Coalition Calls for Replacement of FDA Commissioner for Approving Hydrocodone Drug, Blames Agency for Opioid Abuse, Overdoses
Food and Drug Administration Commissioner Margaret Hamburg is being targeted as a failure by a coalition of anti-addiction activist groups who are calling for a replacement, Al-Jazeera reported.
The coalition wrote a letter to Secretary Sylvia Mathews Burwell, who oversees the FDA and sub-agencies under the U.S. Department of Health and Human Services (HHS), and said the FDA's approval of dangerous and high-dose opioid painkillers are causing overdose deaths and helping increase rates of addiction.
The Fed Up coalition told Burwell, that since coming on board in 2009 Hamburg has been making dangerous decisions which will continue to promote the current opioid crisis.
The coalition is convening its second rally in front of the White House on Sunday, according to the letter. They defended their concerns by citing specific examples of high-risk opioids.
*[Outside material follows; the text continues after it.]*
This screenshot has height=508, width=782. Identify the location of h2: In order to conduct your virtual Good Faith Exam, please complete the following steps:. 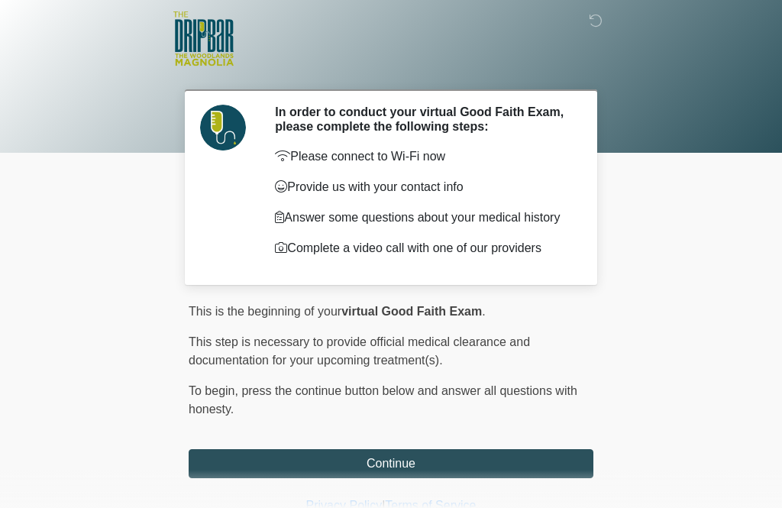
(422, 119).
"Last October FDA approved Zohydro, an easily crushed, high-dose hydrocodone product, despite an 11-2 vote by its scientific advisory committee to keep the drug off the market. This action led to urgent pleas from public health officials, consumer advocacy organizations, addiction treatment providers, medical experts, Members of Congress, several governors and attorneys general from 28 states, for FDA to reconsider its decision," the coalition said.
They said that Hamburgs approval of such chronic non-cancer painkillers (cncp) is "squarely at odds" with the Center for Disease Control (CDC).
"In the midst of public health crisis, Department of Health and Human Services agency heads should not be delivering contradictory messages to the public," the coalition said.
The FDA responded to the letter and told Al-Jazeera that they defended Hamburg and Burwell's actions and that both were working together with other agencies to fight opioid abuse.
According to the CDC, 46 people die in the United States every day from an overdose of prescription painkillers, andphysicians are a leading source of prescription opioids for the highest-risk users, Al-Jazeera reported.
We've become a society that thinks a pill is the answer to everything, and pharmaceutical industry has a huge influence on the FDA," said Judy Rummler, the president of the Steve Rummler Hope Foundation, a coalition member group.